The editorial board proposes abolishing the Greek system as the cure to Dartmouth’s social disease, but unfortunately this “cure” is far worse. If Dartmouth were to abolish its Greek system, administrators would have no real means of regulating the College’s social scene and no meaningful way to work with the student body to enact change. More than 50 percent of Dartmouth students — around 70 percent of non-freshmen — belong to a Greek house. Does the editorial board think that roughly 2,000 students will simply stop any sort of socializing? Of course not. High-risk behavior will simply move underground — and we know from the freshman policy that this situation creates more risk and less safety. Greek houses’ members are specifically trained to notice signs of unsafe intoxication and to be on the lookout for possible issues that may arise during an event.
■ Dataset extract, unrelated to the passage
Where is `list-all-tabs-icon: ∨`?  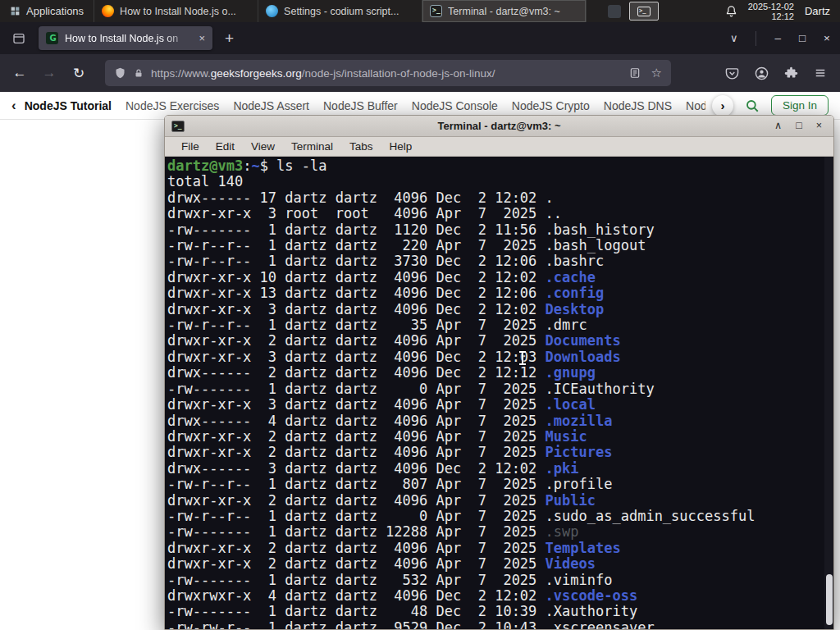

If the Greek system was abolished, widescale student-led oversight would disappear.

Furthermore, the editorial board has seemingly forgotten that the Greek system is not just fraternities. They attempt to mask this by citing two sororities’ incidents to provide a semblance of “balance.” However, one of these examples is from 16 years ago, and the rest of the editorial is quite clearly directed at fraternities. Does the editorial board think that abolishing all the sororities — desperately needed female-dominated social spaces — and the coed houses is a good decision as well? What does the editorial board propose happen to Amarna and Panarchy, our non-Greek undergraduate societies? The rest of the system is reduced to unfortunate collateral damage. You don’t get to say “abolish it” without meaning the whole thing, and the inability — or unwillingness — of the editorial board to consider the entire Greek system rather than just the fraternities reveals a mentality of pointing out problems rather than proposing solutions.
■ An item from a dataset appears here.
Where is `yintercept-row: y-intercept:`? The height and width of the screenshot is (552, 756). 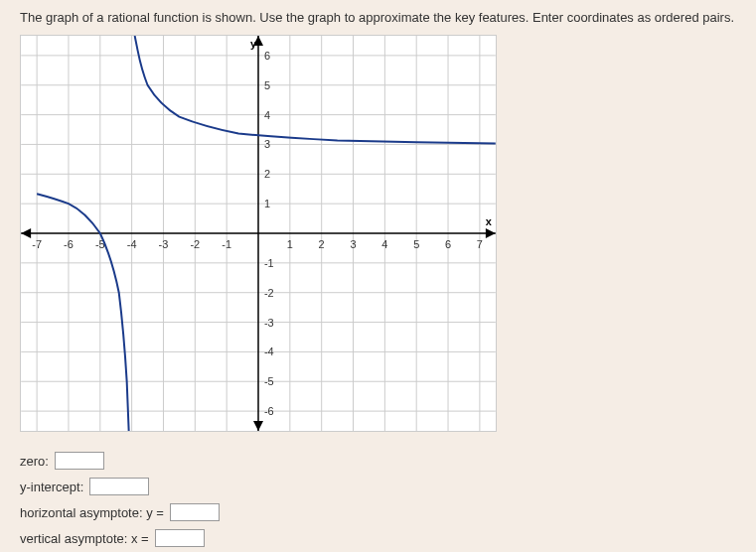
yintercept-row: y-intercept: is located at coordinates (378, 486).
Change has already begun in the Greek system, and ours is, despite its faults, one of the most inclusive and progressive in the nation. Epsilon Kappa Theta sorority abandoned the divisive women’s rush process for the more inclusive shake-out process, and Panhellenic Council expanded its constitution to include individuals who self-identify as women. The Interfraternity Council recently voted 15-0 to abolish the harmful process of pledge term in all its organizations, and the Coed Council reiterated its position that pledge activities have no part in coed Greek life. This is not the Dartmouth of “Animal House” (1978), it is not the Dartmouth of Andrew Lohse’s fiction and it is not the Dartmouth that the editorial board would have you believe. There are problems, yes, but those problems are being meaningfully addressed. Some may think change is not coming quickly enough — but it is better to have a mechanism for change than none of either.

I call upon the editorial board to use its position for something better than just saying “screw it.” You have been successful in causing controversy, but you have been unsuccessful in proposing any actual solutions. Think about these complex issues rather than just trying to claim the moral high ground. Dartmouth does not need more division. We need unity, we need strength, we need honest conversations and we need a willingness to compromise for the betterment of the whole College. Abolishing the Greek system does none of that. It is not a real solution — and it causes more problems than it solves.